When we use a variable name, Python needs to figure out what it refers to. It searches through four scopes in a specific order: L → E → G → B. The first match wins.
print, len, range, int, str...
x = "global"
y = "enclosing"
z = "local"
Local Scope
Variables created inside a function are local. They exist only while the function runs and can’t be accessed from outside.
def greet():
message = "hello" # local to greet()
print(message)
greet() # hello
print(message) # NameError: name 'message' is not defined
Enclosing Scope
When we have nested functions, the inner function can access variables from the outer (enclosing) function.
def outer():
name = "Manish" # enclosing scope for inner()
def inner():
print(name) # found in enclosing scope
inner()
outer() # Manish
Global Scope
Variables defined at the module level (outside any function). Accessible everywhere in the file.
counter = 0 # global
def increment():
global counter # tell Python we mean the global one
counter += 1
increment()
print(counter) # 1
Without the global keyword, Python would treat counter as a new local variable and throw an UnboundLocalError when we try to += it.
Built-in Scope
This is where Python’s built-in functions live — print, len, range, int, str, etc. We can technically override them (please don’t).

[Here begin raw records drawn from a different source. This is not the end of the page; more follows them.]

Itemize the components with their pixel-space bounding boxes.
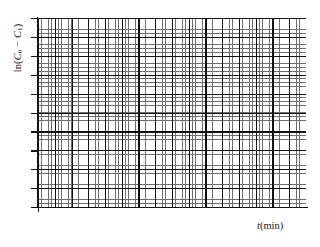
y-label-suffix: ) <box>12 24 23 28</box>
y-axis-line <box>37 17 38 208</box>
y-axis-label: ln(C0 − C1) <box>12 6 24 90</box>
y-axis-tick <box>31 131 37 132</box>
y-axis-tick <box>31 207 37 208</box>
y-label-space2 <box>12 38 23 41</box>
x-axis-label: t(min) <box>257 220 283 231</box>
y-axis-tick <box>31 37 37 38</box>
y-label-sub1: 0 <box>16 50 24 54</box>
y-axis-tick <box>31 75 37 76</box>
y-label-prefix: ln( <box>12 60 23 72</box>
y-axis-tick <box>31 113 37 114</box>
x-label-unit: (min) <box>260 220 283 231</box>
x-axis-tick-major <box>38 207 39 212</box>
x-axis-line <box>36 207 308 208</box>
y-label-op-glyph: − <box>12 41 23 47</box>
y-label-sub2: 1 <box>16 27 24 31</box>
y-axis-tick <box>31 169 37 170</box>
major-gridlines <box>38 18 306 207</box>
y-axis-tick <box>31 150 37 151</box>
y-axis-tick <box>31 18 37 19</box>
y-axis-tick <box>31 188 37 189</box>
y-label-var2: C <box>12 31 23 38</box>
y-axis-tick <box>31 56 37 57</box>
figure-canvas: ln(C0 − C1) t(min) <box>0 0 320 247</box>
y-label-operator <box>12 47 23 50</box>
y-axis-tick <box>31 94 37 95</box>
plot-area <box>38 18 306 207</box>
y-label-var1: C <box>12 53 23 60</box>
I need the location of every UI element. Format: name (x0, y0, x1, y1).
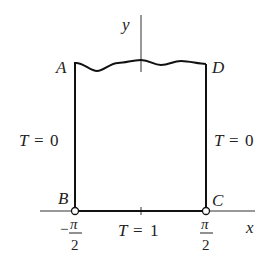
svg-text:=: = (229, 131, 239, 150)
svg-text:=: = (133, 221, 143, 240)
svg-text:2: 2 (202, 237, 210, 253)
corner-c-label: C (212, 191, 224, 210)
svg-text:−: − (60, 221, 68, 237)
strip-diagram: y x A D B C T = 0 T = 0 T = 1 − π 2 π 2 (0, 0, 275, 267)
tick-pi-over-2: π 2 (200, 216, 213, 253)
svg-text:2: 2 (71, 237, 79, 253)
point-c-circle (203, 208, 210, 215)
x-axis-label: x (245, 218, 254, 237)
tick-neg-pi-over-2: − π 2 (60, 216, 82, 253)
point-b-circle (72, 208, 79, 215)
left-condition: T = 0 (19, 131, 59, 150)
bottom-condition: T = 1 (118, 221, 159, 240)
svg-text:1: 1 (150, 221, 159, 240)
right-condition: T = 0 (214, 131, 254, 150)
svg-text:T: T (214, 131, 225, 150)
y-axis-label: y (120, 15, 130, 34)
corner-a-label: A (55, 58, 67, 77)
svg-text:π: π (201, 216, 209, 232)
corner-b-label: B (58, 189, 69, 208)
corner-d-label: D (211, 58, 225, 77)
svg-text:T: T (19, 131, 30, 150)
svg-text:T: T (118, 221, 129, 240)
svg-text:0: 0 (245, 131, 254, 150)
svg-text:0: 0 (50, 131, 59, 150)
svg-text:=: = (34, 131, 44, 150)
svg-text:π: π (70, 216, 78, 232)
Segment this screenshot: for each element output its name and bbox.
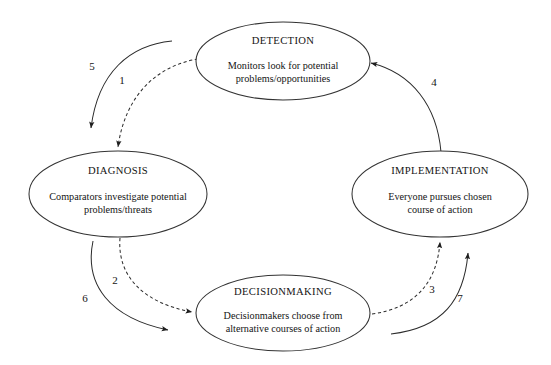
node-implementation-body-line1: Everyone pursues chosen xyxy=(388,191,492,202)
arc-5-label: 5 xyxy=(89,60,95,72)
node-detection-title: DETECTION xyxy=(252,35,315,46)
node-detection-body-line1: Monitors look for potential xyxy=(228,60,339,71)
arc-1-path xyxy=(118,59,198,147)
node-decisionmaking[interactable]: DECISIONMAKING Decisionmakers choose fro… xyxy=(196,275,370,351)
node-decisionmaking-body-line2: alternative courses of action xyxy=(226,323,341,334)
node-decisionmaking-title: DECISIONMAKING xyxy=(234,286,332,297)
cycle-diagram-canvas: 5 1 6 2 3 7 4 xyxy=(0,0,551,365)
node-diagnosis-body-line1: Comparators investigate potential xyxy=(49,191,187,202)
arc-3-group: 3 xyxy=(372,242,440,314)
arc-2-path xyxy=(120,238,192,312)
arc-1-group: 1 xyxy=(118,59,198,147)
arc-4-label: 4 xyxy=(431,76,437,88)
arc-5-path xyxy=(91,41,172,128)
arc-6-path xyxy=(91,241,168,330)
node-detection[interactable]: DETECTION Monitors look for potential pr… xyxy=(196,22,370,100)
node-detection-body-line2: problems/opportunities xyxy=(236,73,331,84)
node-diagnosis-body-line2: problems/threats xyxy=(84,204,152,215)
arc-5-group: 5 xyxy=(89,41,172,128)
node-implementation-title: IMPLEMENTATION xyxy=(391,165,489,176)
node-diagnosis[interactable]: DIAGNOSIS Comparators investigate potent… xyxy=(29,151,207,237)
arc-7-label: 7 xyxy=(457,292,463,304)
node-implementation-body-line2: course of action xyxy=(407,204,472,215)
arc-4-group: 4 xyxy=(371,63,441,152)
arc-1-label: 1 xyxy=(119,74,125,86)
arc-2-label: 2 xyxy=(112,274,118,286)
arc-3-path xyxy=(372,242,440,314)
cycle-diagram: 5 1 6 2 3 7 4 xyxy=(0,0,551,365)
node-implementation[interactable]: IMPLEMENTATION Everyone pursues chosen c… xyxy=(352,151,528,237)
arc-6-group: 6 xyxy=(82,241,168,330)
arc-3-label: 3 xyxy=(429,283,435,295)
arc-2-group: 2 xyxy=(112,238,192,312)
node-diagnosis-title: DIAGNOSIS xyxy=(88,165,148,176)
node-decisionmaking-body-line1: Decisionmakers choose from xyxy=(224,310,343,321)
arc-6-label: 6 xyxy=(82,292,88,304)
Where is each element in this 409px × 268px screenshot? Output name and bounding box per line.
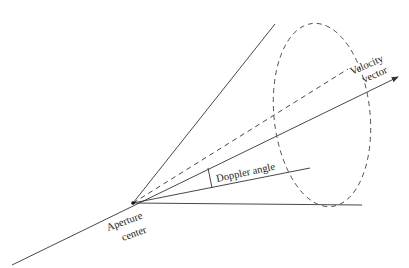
doppler-angle-arc	[208, 168, 212, 188]
doppler-cone-diagram: Velocity vector Doppler angle Aperture c…	[0, 0, 409, 268]
cone-hidden-edge	[133, 69, 348, 203]
aperture-center-dot	[131, 201, 135, 205]
cone-lower-edge	[133, 203, 362, 205]
cone-base-ellipse	[265, 18, 380, 211]
velocity-vector-axis	[12, 77, 398, 265]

# Don't do this — but it shows how scope works
print = "oops" # shadows the built-in print
print("hello") # TypeError: 'str' object is not callable
The global Keyword
Lets us modify a global variable from inside a function. Without it, assigning to a variable inside a function creates a new local one.
x = 10
def change():
global x
x = 20
change()
print(x) # 20
The nonlocal Keyword
Same idea, but for enclosing scope. Lets an inner function modify a variable from the outer function.
def counter():
count = 0
def increment():
nonlocal count # modify the enclosing variable
count += 1
return count
return increment
c = counter()
print(c()) # 1
print(c()) # 2
In simple language, when Python sees a variable name, it checks four places in order: the current function, any enclosing functions, the module level, and finally the built-ins. First match wins. Use global and nonlocal when we need to write to an outer scope — but use them sparingly.